Derive the approximate voltage gain of a CE amplifier with emitter degeneration and resistor values RE and RC.

Explanation:
Main idea: emitter degeneration adds negative feedback that increases the effective emitter resistance in the small-signal path, which lowers the gain. In a common-emitter stage, the small-signal emitter current is about (β+1) times the base current. The resistor RE then introduces a voltage drop of (β+1)RE due to that emitter current. Along with the intrinsic emitter resistance r_e, the total emitter impedance faced by the signal is r_e + (β+1)RE. The collector current is roughly β times the base current, so the voltage change at the collector is v_C ≈ - i_C RC ≈ -β i_B RC. Putting these together gives an approximate base-to-collector gain Av ≈ - RC / (r_e + (β+1)RE). If you report the magnitude of gain, you drop the minus sign, yielding Av ≈ RC / (r_e + (β+1)RE). This aligns with the chosen option, which expresses the magnitude of the gain in that form. The bypass case across RE removes the (β+1)RE term, moving the gain toward -RC/r_e, illustrating how AC degeneration reduces the gain.

Main idea: emitter degeneration adds negative feedback that increases the effective emitter resistance in the small-signal path, which lowers the gain.

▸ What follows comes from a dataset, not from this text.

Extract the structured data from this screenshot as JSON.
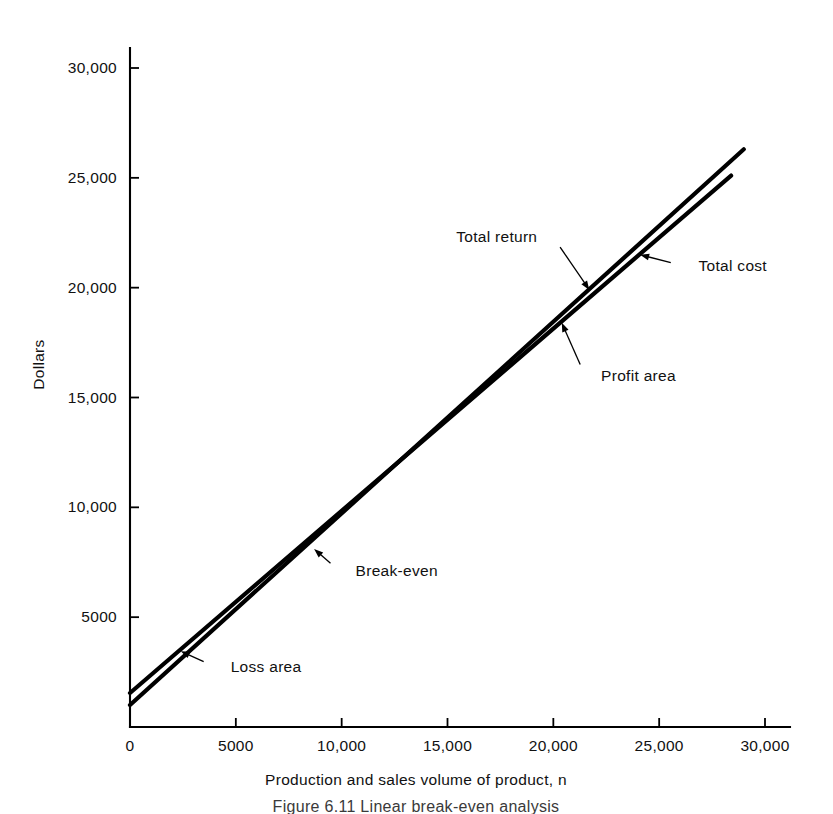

In a common-emitter stage, the small-signal emitter current is about (β+1) times the base current. The resistor RE then introduces a voltage drop of (β+1)RE due to that emitter current. Along with the intrinsic emitter resistance r_e, the total emitter impedance faced by the signal is r_e + (β+1)RE. The collector current is roughly β times the base current, so the voltage change at the collector is v_C ≈ - i_C RC ≈ -β i_B RC. Putting these together gives an approximate base-to-collector gain Av ≈ - RC / (r_e + (β+1)RE). If you report the magnitude of gain, you drop the minus sign, yielding Av ≈ RC / (r_e + (β+1)RE). This aligns with the chosen option, which expresses the magnitude of the gain in that form. The bypass case across RE removes the (β+1)RE term, moving the gain toward -RC/r_e, illustrating how AC degeneration reduces the gain.